Hope in Obama’s trip

Editorial

Barack Obama has scheduled his first trip to Israel as U.S. president, a visit many have complained is years overdue. In addition to meeting with Israel’s Prime Minister Binyamin Netanyahu, with whom he has a famously cool relationship, Obama is expected to visit Palestinian Authority leader Mahmoud Abbas in the West Bank.

Some commentators, including Israel’s departing Deputy Foreign Minister Daniel Ayalon, suggested that perhaps a “mini-summit” between the American, Israeli and Palestinian leaders might be in the offing. Such a meeting would be at least symbolically valuable, though body-language experts would have a field day parsing that particular triangle. A trilateral feel-good handshake get-together, if it achieves absolutely nothing else, would be a positive step where too few have been seen recently.

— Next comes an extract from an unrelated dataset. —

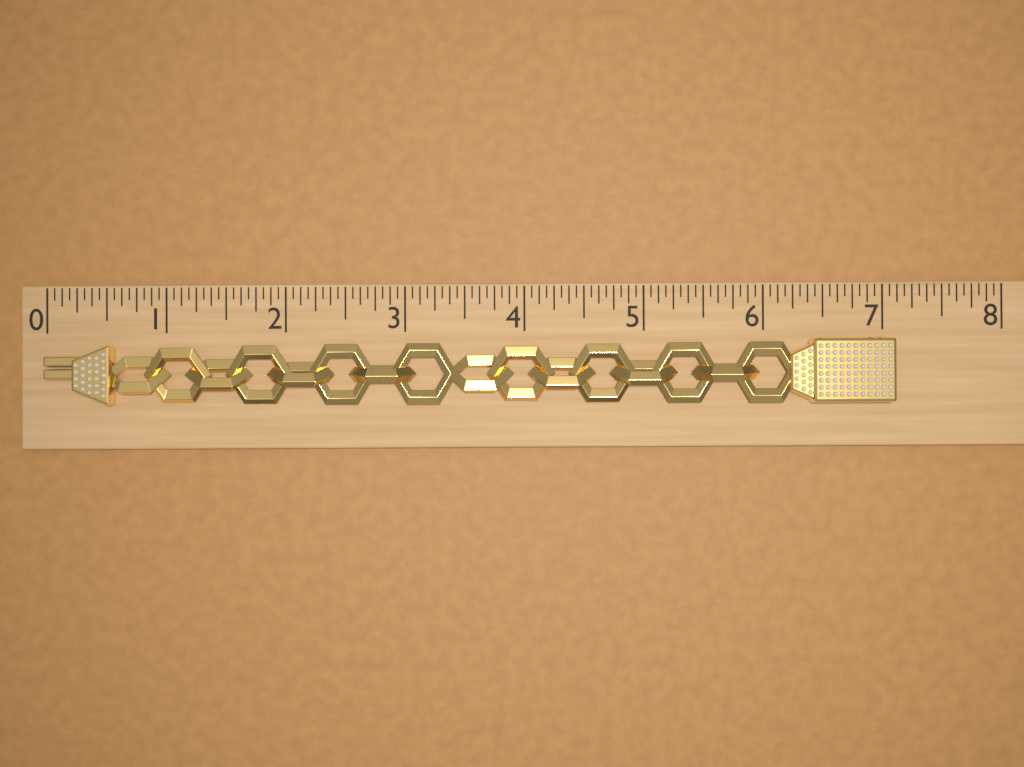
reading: 7.0625 (no unit)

This week, Netanyahu acknowledged that he and Obama will target three main topics: Iranian nukes, the violence in Syria and the potential for renewed negotiations with the Palestinians. Whether any solid results will emerge from the meetings is unknowable. But both men may be acknowledging the fact that, given elections in their respective countries, they are obligated to work together. Whatever animosities may exist personally,

Netanyahu and Obama’s interests are almost completely in synch on the first two items. Despite whatever protestations his critics raise, Obama and new Secretary of State John Kerry are unequivocal in their promise to prevent Iran from obtaining nuclear weapons. On Syria, the future is as uncertain as the present is brutal and some resolution that brings both peace and stability is as desirable for the United States as it is for Israel.

On the last niggling issue, Israel and the Palestinians, we may actually be witnessing a first thaw in the recent ice age between the two parties. Israel’s election results placed unexpected pressure on Netanyahu to begin making greater efforts at returning to a process leading to a resolution. It is highly unlikely that a permanent fix will be found in Obama’s next four years, but his visit may well be a catalyst that ends a period of status quo and launches a fresh effort at co-existence. If this is all Obama’s visit does, it will be a positive step. With good will on all sides, it may do even more.